Mona Lisa AwakeningMonère, book 1Sunny
Chapter One
I was an ER nurse on the lonely island of Manhattan. Sickness called to me. Darkness and light lay within me. I'd always known it, sensed it a dormant force that lay quiescent along with the latent ability to heal, untapped as yetto my relief, to my despair. Waiting. Until then, sickness called to me and lured me with its invisible tendrils of aches and pain.
Around me in the emergency room of St. Vincent's Hospital, in the heart of Greenwich Village, the hustle and bustle had already begun. In bed one, a young woman's face was covered with blood, lacerated from temple to china dear price for a fragile whore to pay walking the dark alleys of the street. Strapped down in bed two was a disheveled man stinking of alcohol, thrashing in delirium and withdrawal. In bed three, a child screeched with pain, tugging the tender cords of my heart. It was a cry I could not ignore.
I rushed over to bed three, to find Dr. Peter Thompson there. He was one of the good interns just starting his ER rotation, humble and grateful for help, unlike those jerk know-it-alls. Even better, he had a girlfriend and was faithful, not one of the grabbers.
"Oh, good. You're here, Lisa," Peter said, flashing me a smile of relief. "You're great with kids. Can you help me with this?"
"What have we here?" I asked.
A young boy of about six with soft brown hair and lots of freckles was curled up into a tight ball, his thin arms holding his belly, tears wetting his face and shirt as he wailed with pain. His mother, a young brunette, gripped the stretcher rails with white knuckles and chewed her lower lip helplessly.
"Kurt was fine until an hour ago when he said his stomach hurt," the mother said, sizing me up, uncertainty in her brown eyes.
I knew that look. Why am I talking to you and not the doctor ? it said.
It was entirely my fault. I've always looked younger than my age of twenty-one. No complaint here, but this was the medical profession. Credentials on the wall and silver in your hair went a long way with patients. But one thing I've learned: Don't judge their judgment. Just do what you have to do.
"Kurt," I said, stroking the child's damp forehead. "Is that your name, honey?"
At my touch, Kurt opened his eyes. His big, brown, trusting eyes studied mine, unknowingly opening the window of his soul to me. Our souls bonded and he was mine. Calmness came over the boy's face and his crying stopped.
"Now can you show me where it hurts, Kurt?"
His eyes fixed on me with wonderment and curiosity, Kurt uncurled his arms and pointed to a spot above his belly button. "It hurts here," he said in a clear, high voice.
I touched the spot.
Kurt tensed, but didn't resist. "It hurts when you touch it," he said, tears spiking his long lashes.
"I'll be very gentle," I promised, and placed the heart of my palm over his abdomen.
The power within me stirred, coming to the fore from the depths within, taking over me entirely as if I was merely a vehicle through which it channeled itself into the world. When the boy opened the window of his soul, it was really the eye of my power that gazed through my lenses and reached out to the child. It came forward at the call of pain, not at the urging of my willa cycle of energy that stirred from its root within me but could only be completed by the beckoning of another.
My hand tingled with warmth as I sensed the radiation of heat rising from my core.
Kurt's eyes widened. "Awesome. It doesn't hurt anymore, Mommy!"
"I'm going to leave you to Dr. Peter. He's a very good doctor and
he'll make sure your tummyache doesn't come back again." I winked at Kurt and he winked back.
I made my way to the staff bathroom and locked myself inside, resting on the toilet lid. That power of mine was a curse and a blessing all in one. One would think that to be equipped with such a thing would double, if not triple, my own energy. But no, it always left me feeling drained and exhausted afterward. And I used it to merely diagnose ailment. The power to heal hadn't come to me yet. I wondered if it ever would.
Minutes later, recovered, my composure regained, I shuffled back to the madhouse. Peter dropped down beside me as I made a pretense of charting down some notes. A fine tremor shook my hands. I set the pen down carefully.
"Thanks, Lisa," Peter said as he took off his glasses and cleaned them with a coat corner. "I couldn't have examined that kid without you. The mother was useless." He peered sharply at me. "What's with that touch of yours? That moment? I sensed something. Are you one of those?"
"Those what?" I gave him a look.
"Those secret healers?" he whispered.
"I wish. That moment that you sensed has a name."
"What is it?"
"It's called compassion, doctor."
Peter laughed. "Right. Well, I'm going to order a CBC, Chem-20, urinalysis, and a quick strep. What do you think?"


_TASK TO CARRY OUT:_ Reproduce the listing below without any change.

_SOURCE MATERIAL:_
# # #

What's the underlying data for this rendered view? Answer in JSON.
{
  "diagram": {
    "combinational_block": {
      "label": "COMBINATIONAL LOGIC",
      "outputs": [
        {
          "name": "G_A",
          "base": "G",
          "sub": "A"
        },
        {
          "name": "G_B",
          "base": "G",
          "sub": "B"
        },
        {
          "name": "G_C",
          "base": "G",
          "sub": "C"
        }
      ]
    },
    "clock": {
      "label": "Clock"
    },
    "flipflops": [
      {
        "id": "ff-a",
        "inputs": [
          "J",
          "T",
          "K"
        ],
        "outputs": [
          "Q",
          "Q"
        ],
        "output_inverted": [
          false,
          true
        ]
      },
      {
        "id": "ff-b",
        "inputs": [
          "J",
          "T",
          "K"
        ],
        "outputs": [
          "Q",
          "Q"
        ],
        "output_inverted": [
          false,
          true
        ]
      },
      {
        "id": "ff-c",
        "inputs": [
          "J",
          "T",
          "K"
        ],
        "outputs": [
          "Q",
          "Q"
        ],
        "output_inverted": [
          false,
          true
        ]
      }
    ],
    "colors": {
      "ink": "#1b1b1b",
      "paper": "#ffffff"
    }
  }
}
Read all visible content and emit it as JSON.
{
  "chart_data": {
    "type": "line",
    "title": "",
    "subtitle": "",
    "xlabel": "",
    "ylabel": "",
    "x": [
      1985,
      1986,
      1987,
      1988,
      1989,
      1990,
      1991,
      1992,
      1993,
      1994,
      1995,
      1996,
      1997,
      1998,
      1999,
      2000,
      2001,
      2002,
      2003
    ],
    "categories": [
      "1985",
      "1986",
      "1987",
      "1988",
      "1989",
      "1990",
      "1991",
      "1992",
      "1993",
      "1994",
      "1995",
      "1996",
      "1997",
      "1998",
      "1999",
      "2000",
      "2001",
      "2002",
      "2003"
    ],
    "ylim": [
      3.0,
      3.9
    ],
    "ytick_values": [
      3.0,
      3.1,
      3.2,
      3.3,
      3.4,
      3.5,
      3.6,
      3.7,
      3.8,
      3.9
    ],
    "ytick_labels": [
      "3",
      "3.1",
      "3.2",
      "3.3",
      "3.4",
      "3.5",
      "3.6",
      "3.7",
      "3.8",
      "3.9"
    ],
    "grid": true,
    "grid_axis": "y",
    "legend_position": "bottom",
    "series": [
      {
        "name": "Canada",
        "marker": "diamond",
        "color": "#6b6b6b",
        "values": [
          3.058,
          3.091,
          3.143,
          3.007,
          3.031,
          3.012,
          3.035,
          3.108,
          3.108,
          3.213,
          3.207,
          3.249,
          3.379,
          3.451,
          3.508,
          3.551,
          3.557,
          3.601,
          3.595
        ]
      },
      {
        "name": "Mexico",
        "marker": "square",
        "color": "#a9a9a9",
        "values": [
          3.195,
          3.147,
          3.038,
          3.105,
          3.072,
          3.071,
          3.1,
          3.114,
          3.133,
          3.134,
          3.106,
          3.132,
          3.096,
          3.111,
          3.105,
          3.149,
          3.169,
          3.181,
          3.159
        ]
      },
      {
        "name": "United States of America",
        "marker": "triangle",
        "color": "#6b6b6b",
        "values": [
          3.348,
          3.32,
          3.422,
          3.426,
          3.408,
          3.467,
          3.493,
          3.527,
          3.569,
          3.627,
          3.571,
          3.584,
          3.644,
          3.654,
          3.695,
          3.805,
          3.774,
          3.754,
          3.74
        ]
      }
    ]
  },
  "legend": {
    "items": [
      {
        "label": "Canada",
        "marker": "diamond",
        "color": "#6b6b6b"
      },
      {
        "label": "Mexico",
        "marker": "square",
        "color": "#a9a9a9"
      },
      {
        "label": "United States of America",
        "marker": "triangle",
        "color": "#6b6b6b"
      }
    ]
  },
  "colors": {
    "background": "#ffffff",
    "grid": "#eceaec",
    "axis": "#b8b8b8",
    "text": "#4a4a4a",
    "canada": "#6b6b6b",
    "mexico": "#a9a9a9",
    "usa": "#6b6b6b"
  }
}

# # #

_COMPLETED EXERCISE:_
What's the underlying data for this rendered view? Answer in JSON.
{
  "diagram": {
    "combinational_block": {
      "label": "COMBINATIONAL LOGIC",
      "outputs": [
        {
          "name": "G_A",
          "base": "G",
          "sub": "A"
        },
        {
          "name": "G_B",
          "base": "G",
          "sub": "B"
        },
        {
          "name": "G_C",
          "base": "G",
          "sub": "C"
        }
      ]
    },
    "clock": {
      "label": "Clock"
    },
    "flipflops": [
      {
        "id": "ff-a",
        "inputs": [
          "J",
          "T",
          "K"
        ],
        "outputs": [
          "Q",
          "Q"
        ],
        "output_inverted": [
          false,
          true
        ]
      },
      {
        "id": "ff-b",
        "inputs": [
          "J",
          "T",
          "K"
        ],
        "outputs": [
          "Q",
          "Q"
        ],
        "output_inverted": [
          false,
          true
        ]
      },
      {
        "id": "ff-c",
        "inputs": [
          "J",
          "T",
          "K"
        ],
        "outputs": [
          "Q",
          "Q"
        ],
        "output_inverted": [
          false,
          true
        ]
      }
    ],
    "colors": {
      "ink": "#1b1b1b",
      "paper": "#ffffff"
    }
  }
}
Read all visible content and emit it as JSON.
{
  "chart_data": {
    "type": "line",
    "title": "",
    "subtitle": "",
    "xlabel": "",
    "ylabel": "",
    "x": [
      1985,
      1986,
      1987,
      1988,
      1989,
      1990,
      1991,
      1992,
      1993,
      1994,
      1995,
      1996,
      1997,
      1998,
      1999,
      2000,
      2001,
      2002,
      2003
    ],
    "categories": [
      "1985",
      "1986",
      "1987",
      "1988",
      "1989",
      "1990",
      "1991",
      "1992",
      "1993",
      "1994",
      "1995",
      "1996",
      "1997",
      "1998",
      "1999",
      "2000",
      "2001",
      "2002",
      "2003"
    ],
    "ylim": [
      3.0,
      3.9
    ],
    "ytick_values": [
      3.0,
      3.1,
      3.2,
      3.3,
      3.4,
      3.5,
      3.6,
      3.7,
      3.8,
      3.9
    ],
    "ytick_labels": [
      "3",
      "3.1",
      "3.2",
      "3.3",
      "3.4",
      "3.5",
      "3.6",
      "3.7",
      "3.8",
      "3.9"
    ],
    "grid": true,
    "grid_axis": "y",
    "legend_position": "bottom",
    "series": [
      {
        "name": "Canada",
        "marker": "diamond",
        "color": "#6b6b6b",
        "values": [
          3.058,
          3.091,
          3.143,
          3.007,
          3.031,
          3.012,
          3.035,
          3.108,
          3.108,
          3.213,
          3.207,
          3.249,
          3.379,
          3.451,
          3.508,
          3.551,
          3.557,
          3.601,
          3.595
        ]
      },
      {
        "name": "Mexico",
        "marker": "square",
        "color": "#a9a9a9",
        "values": [
          3.195,
          3.147,
          3.038,
          3.105,
          3.072,
          3.071,
          3.1,
          3.114,
          3.133,
          3.134,
          3.106,
          3.132,
          3.096,
          3.111,
          3.105,
          3.149,
          3.169,
          3.181,
          3.159
        ]
      },
      {
        "name": "United States of America",
        "marker": "triangle",
        "color": "#6b6b6b",
        "values": [
          3.348,
          3.32,
          3.422,
          3.426,
          3.408,
          3.467,
          3.493,
          3.527,
          3.569,
          3.627,
          3.571,
          3.584,
          3.644,
          3.654,
          3.695,
          3.805,
          3.774,
          3.754,
          3.74
        ]
      }
    ]
  },
  "legend": {
    "items": [
      {
        "label": "Canada",
        "marker": "diamond",
        "color": "#6b6b6b"
      },
      {
        "label": "Mexico",
        "marker": "square",
        "color": "#a9a9a9"
      },
      {
        "label": "United States of America",
        "marker": "triangle",
        "color": "#6b6b6b"
      }
    ]
  },
  "colors": {
    "background": "#ffffff",
    "grid": "#eceaec",
    "axis": "#b8b8b8",
    "text": "#4a4a4a",
    "canada": "#6b6b6b",
    "mexico": "#a9a9a9",
    "usa": "#6b6b6b"
  }
}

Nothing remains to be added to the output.